Coalition troops in Afghanistan must start
fighting drug industry - Russian drug control head
Russia & CIS Military Newswire - July 2, 2009 Thursday 12:49 PM MSK
MOSCOW July 2 - Drug dealers from the United Arab Emirates and Saudi Arabia
could be the organizers of Afghanistan's drug industry, while Kosovo criminal
groups have become the core drug dealer in the Euroepan Union, according to
Russian special services.
Moscow insists that the UN Security Council qualify "the phenomenal production
of opium in Afghanistan as a threat to international security," Federal Drug
Control Service head Viktor Ivanov said in an interview, published by the
Kommersant daily on Thursday.
Since Western troops, except the U.S contingent, are deployed in Afghanistan
under a mandate, extended by the UN Security Council each year, their further
presence in Afghanistan must be "tied to the condition that these forces will
start combating the drug industry," he said.
Russia will not send troops to Afghanistan and it opposes plans to increase the
foreign military contingent, he said. "More troops, less stability," he added.

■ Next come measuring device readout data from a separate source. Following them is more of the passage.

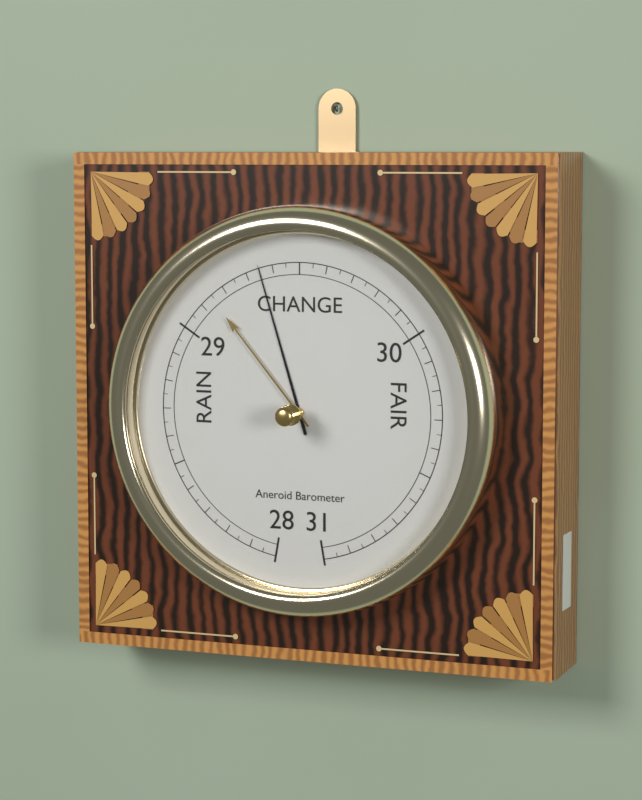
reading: 29.35 inHg
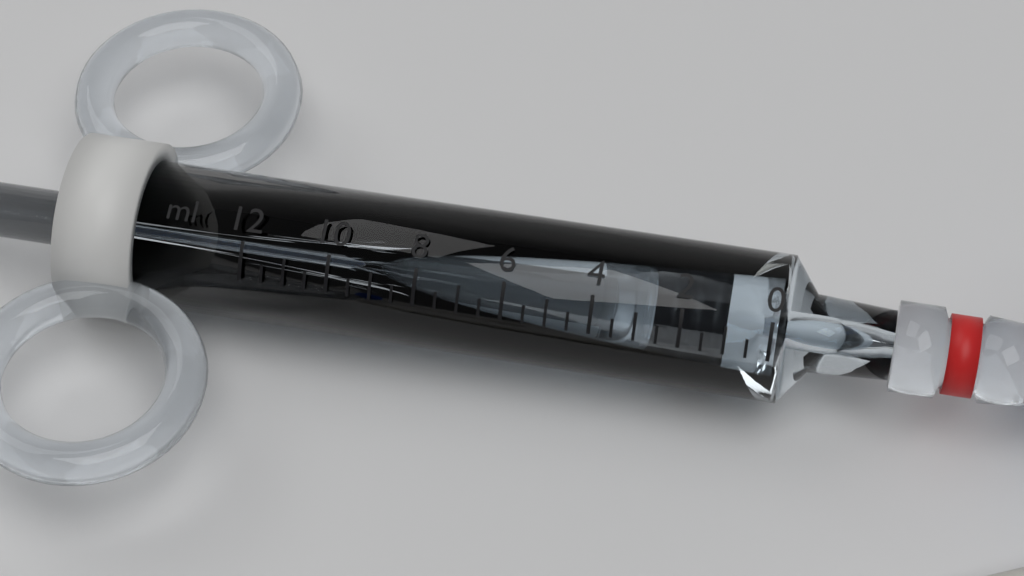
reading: 1.0 ml
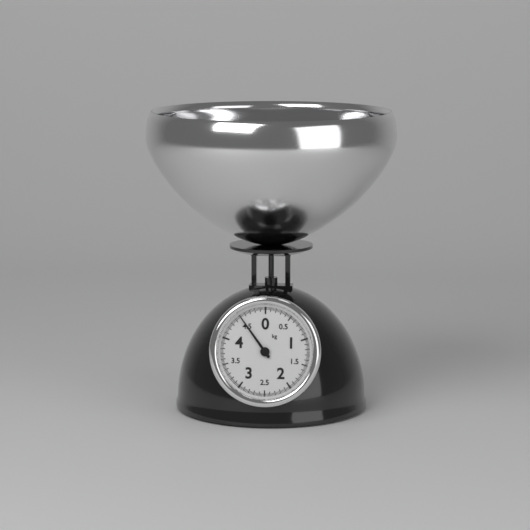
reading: 4.500 kg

Russia suffers from Afghan heroin more than other countries, and it is a country
that consumes, not transits Afghan drugs, Ivanov said
Noting that Turkish groups had recently been the leading drug sellers in the
European Union, Ivanov said, "the role of leader has been confidently taken over
by the so-called Republic of Kosovo, to be more exact, by Kosovo criminal
groups. All of my police colleagues in the European Union confirm that."